PRICELESS: Entrepreneur Kelli Greene funded her start-up with $50,000 in credit-card debt.


There is, however, a movement in Congress to pass a bill that would make it a lot harder to file for personal bankruptcy. (At press time, in early September, the bill was days away from coming to the floor in the House. As you read this, the bill may in fact be a law.) According to Warren, the legislation hits entrepreneurs harder than it hits anyone else. "About one in seven filers is a failed businessperson," she says.

In principle, the bill (the Bankruptcy Abuse Prevention and Consumer Protection Act of 2002) aims to prevent consumers from using bankruptcy laws to escape from debts that they have the money (but not the will) to pay. The bill claims such a determination will be made by focusing on a filer's income and expenses. But by focusing on just household expenses -- and not including business expenses -- the bill will have a disproportionate effect on entrepreneurs, claims Warren, because household income "tends to be higher for entrepreneurs, even though their expenses are also higher -- and the bill makes no allowances for business expenses."


62 % of the Inc 500 CEOs who raised additional financing borrowed money from a bank.


So if you want to start a business with a dozen low-rate credit cards, go ahead, but know that it might get a whole lot harder to use bankruptcy as a safety net.

Despite their potential pitfalls, credit cards offer the advantage of speed. Unlike loans from banks, for which you have to prepare forecasts and impress your lenders in person, credit-card capital requires little legwork. That was the main appeal of credit-card financing for Kelli Greene, who used 10 credit cards plus her savings to launch Pacific Data Designs (#160) in 1994. Greene had a day job and spent all of her downtime developing the software that would eventually become the company's hallmark product. "I had no time to talk to a bank, and I didn't want to make the effort of writing a plan," she says. The credit cards, which together accounted for about $50,000 in cash advances, funded Pacific's first 20 months. After that the company generated enough cash flow from its operations that it didn't need financing.


6. I don't want to mix family and business, but I might have to in order to get the money I need.
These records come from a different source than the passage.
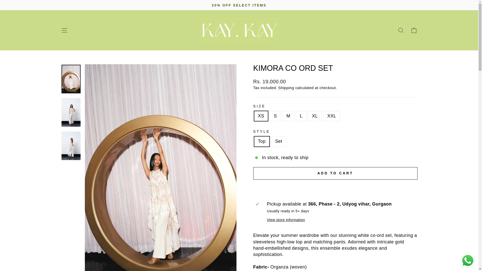 The width and height of the screenshot is (482, 271). I want to click on XS, so click(401, 30).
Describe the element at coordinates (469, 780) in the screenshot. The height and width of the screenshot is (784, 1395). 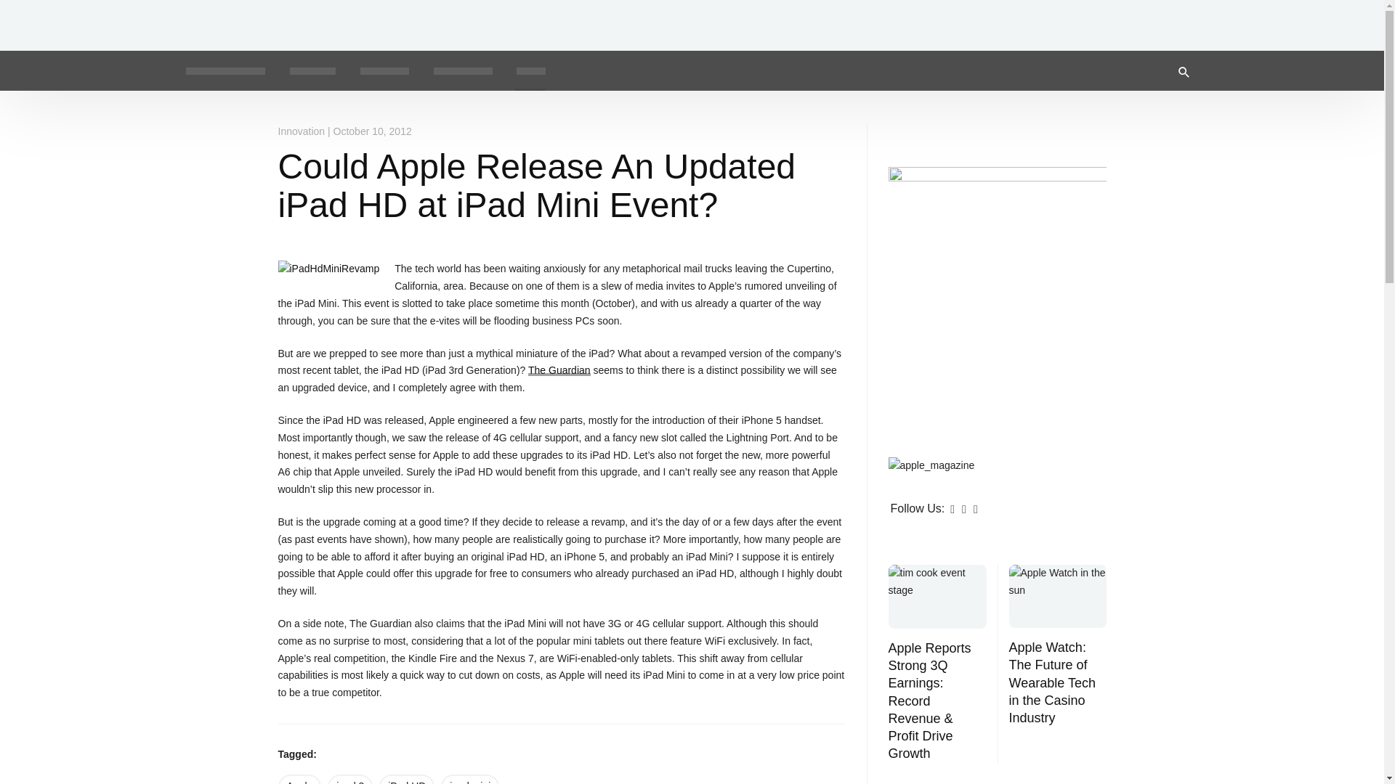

What might make it less painful?

"The borrower should commit in writing to the plan," says James Olan Hutcheson, president of Regeneration Partners, a Dallas-based consulting group that specializes in family-owned businesses. "Write down how the money will be used, how it fits in with the business plan, and how it will be paid back." Hutcheson also suggests running the arrangement by your accountant so that the IRS doesn't misunderstand your intentions. Among a handful of potential problems: the IRS may construe an investment or a loan as a gift. Imagine, for instance, that after your brother has lent you money, your company fails and you're unable to pay your brother back. The IRS will not allow your brother to take a tax loss on a "gift." And then there are the emotional issues surrounding family money.